In mid-2002 government lawyers began crafting even bolder interpretations of anti-torture laws. A Justice Department memo in August advised the CIA that torturing al-Qaeda terrorists abroad "may be justified," the Washington Post reported last week. In December, Rumsfeld approved a list of 17 interrogation tactics for Guantanamo, including sleep deprivation and "stress" positions. Amid concerns that the tactics violated international law, Rumsfeld withdrew the list a month later and asked for a policy review. He issued a new list in April 2003 that is still in use. According to a former Pentagon official who worked on the review, the final list of approved techniques is less harsh than the original recommendations.
After the invasion of Iraq, rules governing interrogation of prisoners broke down as untrained soldiers tried to cope with thousands of detainees and the military blurred distinctions between resistance fighters and terrorists.
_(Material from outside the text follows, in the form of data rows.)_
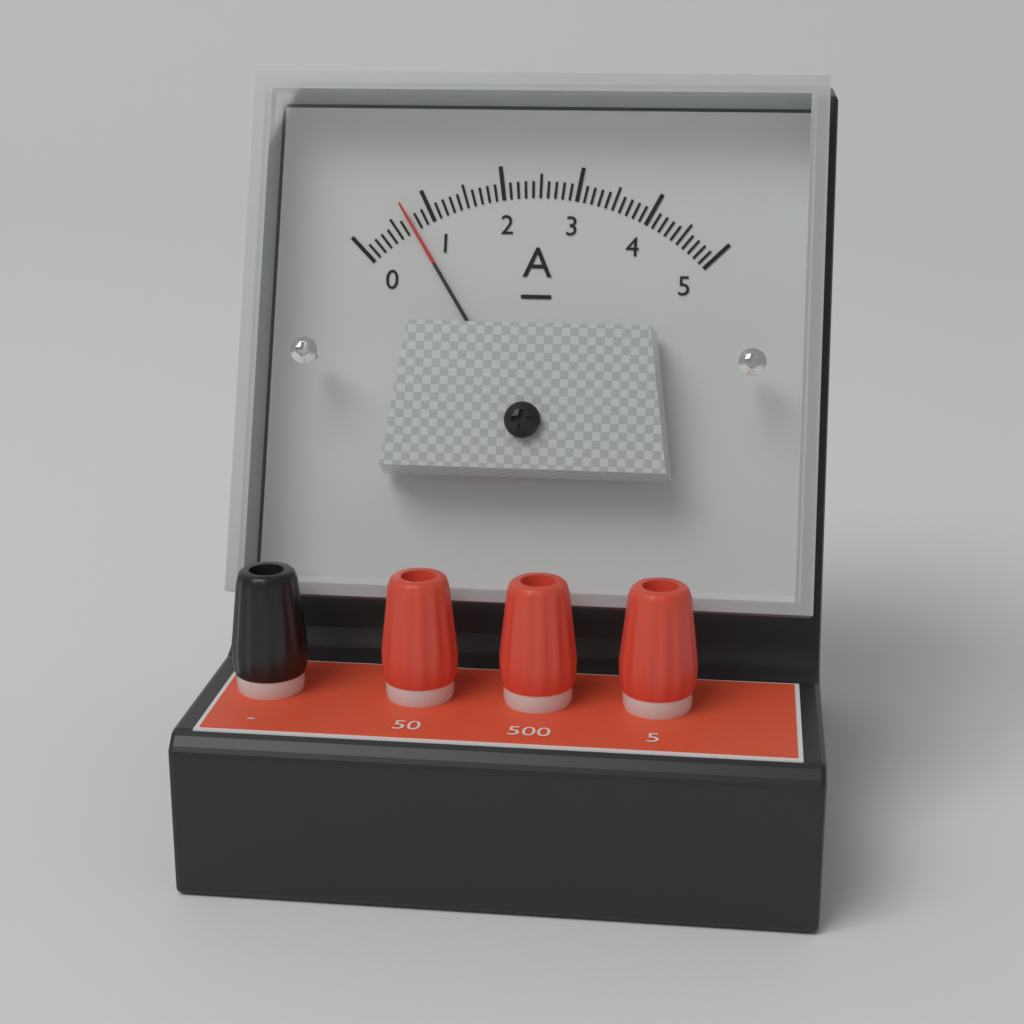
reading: 0.7 A
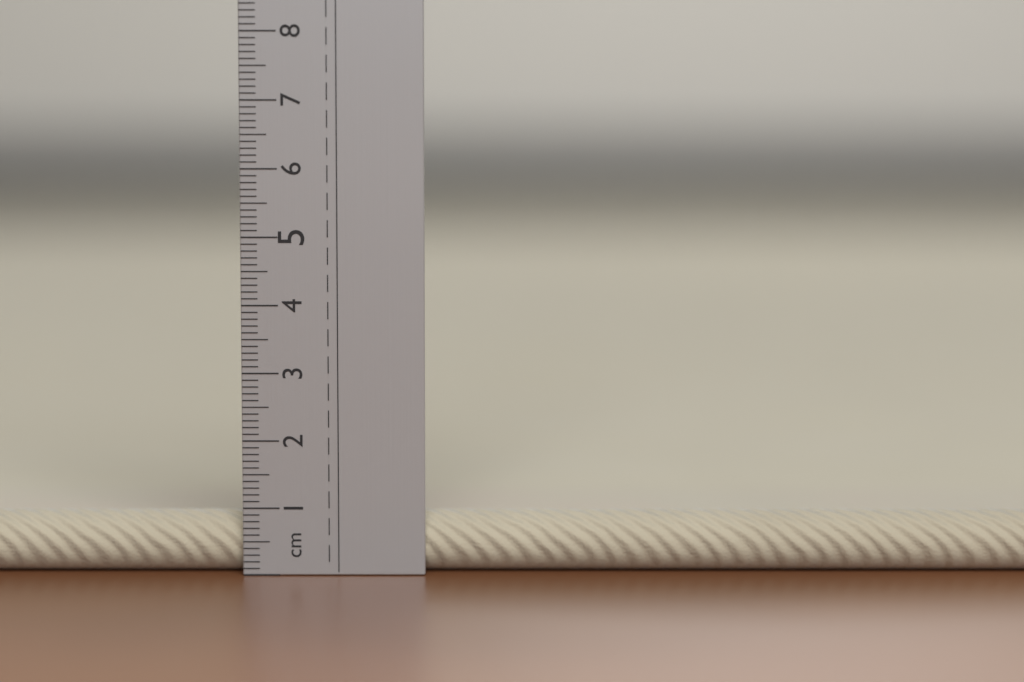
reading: 0.9 cm
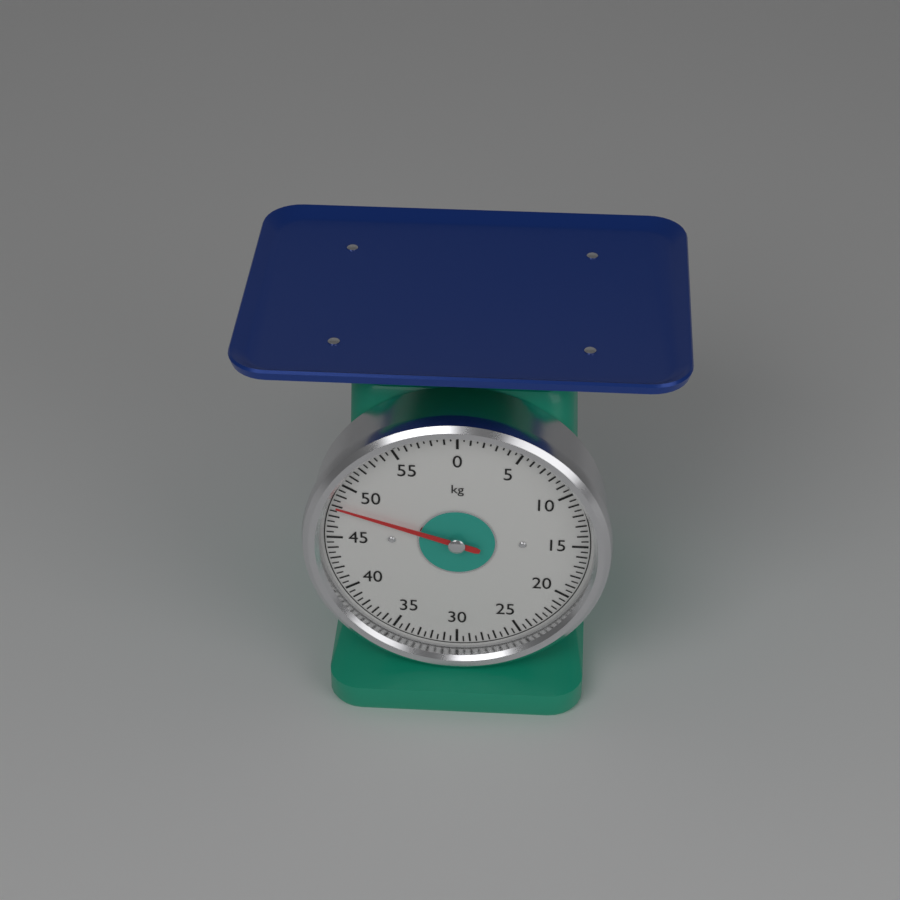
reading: 48.0 kg
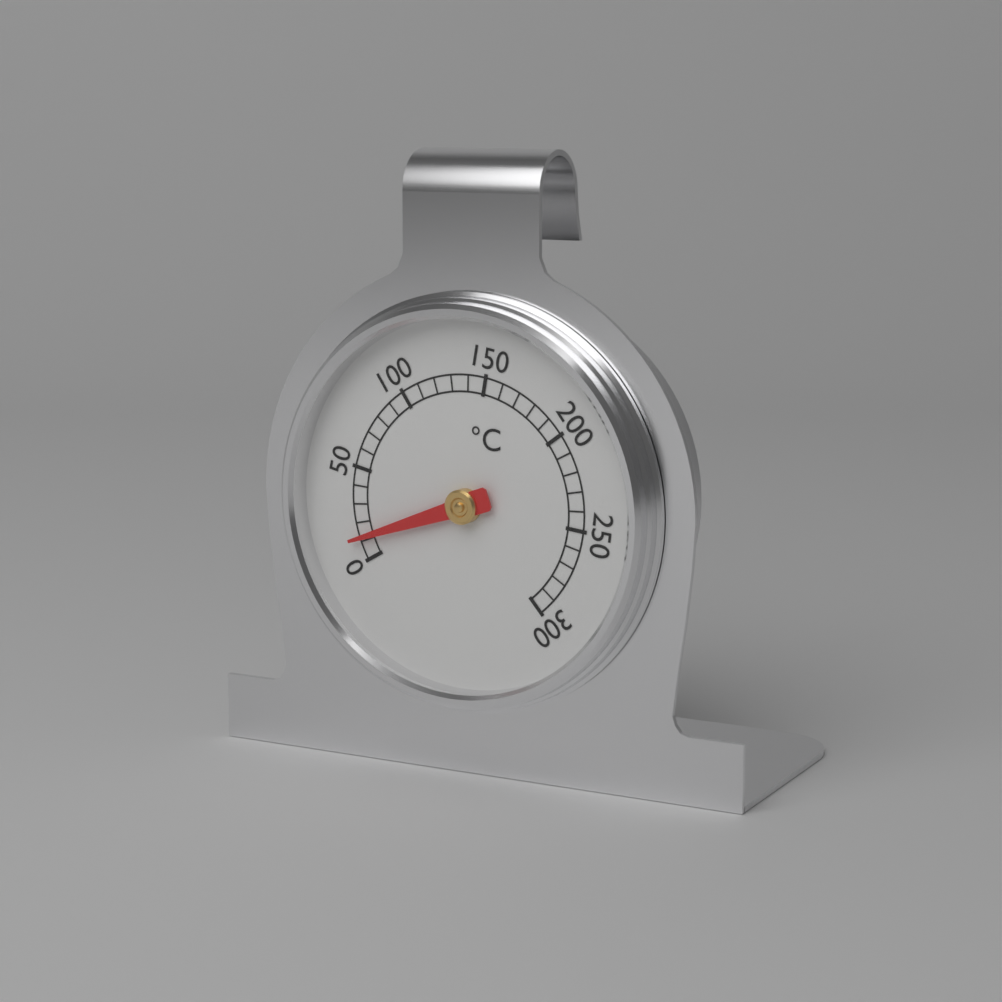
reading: 12 °C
A senior Pentagon official says the rules for interrogation in Iraq were "more aggressive than the ones at Guantanamo." Stress positions, sleep deprivation, the use of dogs to intimidate detainees--all violations of Geneva--were allowed in Iraq, though they had not been used at Guantanamo. At Abu Ghraib, detainees wore plastic bracelets printed with their ID number and the word terrorist, the Wall Street Journal reported.
As the Administration expanded the definition of terrorist, it contemplated ways to skirt long-observed prohibitions against torture. A March 2003 draft of a Defense Department report, leaked to the Wall Street Journal last week, argued that the President had the authority to approve almost any physical or psychological tactic, including torture, in the name of national security. Though Administration officials say they never authorized the use of torture, some members of Congress are furious that the U.S. even looked for ways to justify it. "It's just incredible," Republican Senator John McCain told TIME. "Why doesn't every nation in the world now have a green light to do everything it thinks is necessary to combat a 'terrorist threat'?"